Among the best:  Bringing up all manner of past questionable conduct on the part of individuals, groups, and festival organizers.  You’ll note that this “best” relates to the third “worst” mentioned above.  Many have pointed out that they were silenced when they tried to speak out about someone’s bad behavior (much of which went far beyond the fairly innocuous and relative term “bad behavior”).

Much of this stems from the Pagan, or at least Witchen, emphasis on secrecy.  My friend Holli Emore notes: 

“Wherever secrecy and opacity trump community values, whenever we think that it is more important to hide ourselves or our group from the rest of the world, dysfunction can then grow rampantly, like black mold in a damp basement.”

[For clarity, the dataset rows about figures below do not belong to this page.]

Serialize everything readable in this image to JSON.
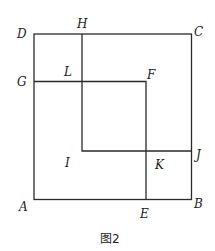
{
  "diagram": {
    "caption": "图2",
    "line_color": "#2a2a2a",
    "points": {
      "A": {
        "label": "A",
        "x": 33,
        "y": 199
      },
      "B": {
        "label": "B",
        "x": 191,
        "y": 200
      },
      "C": {
        "label": "C",
        "x": 192,
        "y": 34
      },
      "D": {
        "label": "D",
        "x": 34,
        "y": 34
      },
      "E": {
        "label": "E",
        "x": 146,
        "y": 199
      },
      "F": {
        "label": "F",
        "x": 146,
        "y": 82
      },
      "G": {
        "label": "G",
        "x": 34,
        "y": 81
      },
      "H": {
        "label": "H",
        "x": 82,
        "y": 34
      },
      "J": {
        "label": "J",
        "x": 191,
        "y": 151
      },
      "L": {
        "label": "L",
        "x": 82,
        "y": 81
      }
    },
    "region_labels": {
      "I": "I",
      "K": "K"
    },
    "segments": [
      [
        "A",
        "B"
      ],
      [
        "B",
        "C"
      ],
      [
        "C",
        "D"
      ],
      [
        "D",
        "A"
      ],
      [
        "G",
        "F"
      ],
      [
        "F",
        "E"
      ],
      [
        "H",
        "L"
      ],
      [
        "L",
        "inner_corner"
      ],
      [
        "inner_corner",
        "J"
      ]
    ]
  }
}
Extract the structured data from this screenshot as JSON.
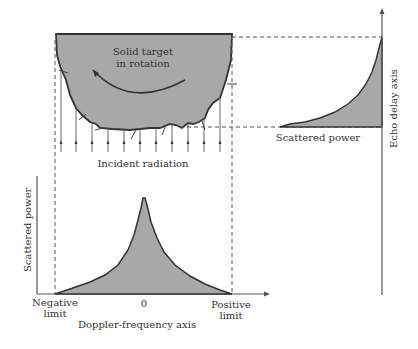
{
  "target": {
    "label_line1": "Solid target",
    "label_line2": "in rotation",
    "fill_color": "#a8a8a8",
    "outline_color": "#333333"
  },
  "incident": {
    "label": "Incident radiation",
    "ray_count": 11
  },
  "delay_plot": {
    "axis_label": "Echo delay axis",
    "curve_label": "Scattered power"
  },
  "doppler_plot": {
    "y_axis_label": "Scattered power",
    "x_axis_label": "Doppler-frequency axis",
    "negative_limit_line1": "Negative",
    "negative_limit_line2": "limit",
    "zero_label": "0",
    "positive_limit_line1": "Positive",
    "positive_limit_line2": "limit"
  },
  "colors": {
    "fill": "#a8a8a8",
    "line": "#333333",
    "dash": "#555555"
  }
}
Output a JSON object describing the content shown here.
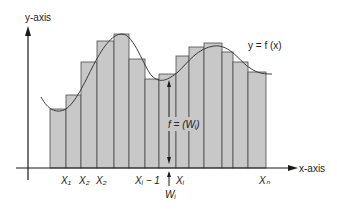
{
  "diagram": {
    "y_axis_label": "y-axis",
    "x_axis_label": "x-axis",
    "curve_label": "y = f (x)",
    "height_label": "f = (Wᵢ)",
    "width_marker_label": "Wᵢ",
    "x_tick_labels": [
      {
        "text": "X₁",
        "x": 66
      },
      {
        "text": "X₂",
        "x": 84
      },
      {
        "text": "X₂",
        "x": 101
      },
      {
        "text": "Xᵢ − 1",
        "x": 140
      },
      {
        "text": "Xᵢ",
        "x": 181
      },
      {
        "text": "Xₙ",
        "x": 264
      }
    ],
    "colors": {
      "bar_fill": "#c8c8c8",
      "bar_stroke": "#4a4a4a",
      "axis": "#1a1a1a",
      "curve": "#3a3a3a"
    },
    "baseline_y": 168,
    "bars": [
      {
        "x0": 50,
        "x1": 66,
        "top": 109
      },
      {
        "x0": 66,
        "x1": 81,
        "top": 95
      },
      {
        "x0": 81,
        "x1": 97,
        "top": 62
      },
      {
        "x0": 97,
        "x1": 114,
        "top": 41
      },
      {
        "x0": 114,
        "x1": 129,
        "top": 34
      },
      {
        "x0": 129,
        "x1": 145,
        "top": 59
      },
      {
        "x0": 145,
        "x1": 159,
        "top": 79
      },
      {
        "x0": 159,
        "x1": 176,
        "top": 74
      },
      {
        "x0": 176,
        "x1": 189,
        "top": 56
      },
      {
        "x0": 189,
        "x1": 204,
        "top": 47
      },
      {
        "x0": 204,
        "x1": 222,
        "top": 43
      },
      {
        "x0": 222,
        "x1": 233,
        "top": 52
      },
      {
        "x0": 233,
        "x1": 248,
        "top": 62
      },
      {
        "x0": 248,
        "x1": 266,
        "top": 72
      }
    ]
  }
}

I want to point out something that I haven’t seen mentioned yet.  That is that the mainstream news reports of this incident never once mentioned any kind of religious affiliation or persuasion on the part of the perps.  No mention of the fact that Kenny is known in the wider Pagan community.  Not one word.  That is as it should be.  No news reports ever mention anyone’s religion unless the report is specifically about religion, like the recent passing of Fred Phelps, for instance.  That, in my opinion, is one the triumphs of this situations. 

So when I see folks griping about how unfairly maligned we Pagans are, it bothers me that they cannot also see that work has been done to dispel misunderstandings about Paganisms since at least the 1970s.  So many of our Pagan cultural efforts – festivals, publishing, music, art, blogs, conferences, symposia, seminaries, and the like – would not be experiencing the warm and enthusiastic reception they enjoy were it not for this groundwork having been done.

Some of us old-timers have been working on behalf of Pagan credibility in the overculture for years.  We have worked to educate journalists, reporters, and the media in general.  Some have worked with law enforcement, even in the investigation of crimes around which such things as Tarot cards, sigils, and home altars have been found.  Others have worked in academia, speaking to college classes and seminarians, and some have worked in the arena of local, national, and even international interfaith.

So I choose to see this discussion, with all its fractiousness, as a sign of the birthing of a new, more established Paganism.  Labor is messy and painful.  All this screaming and figurative bloodletting I see as part of that process.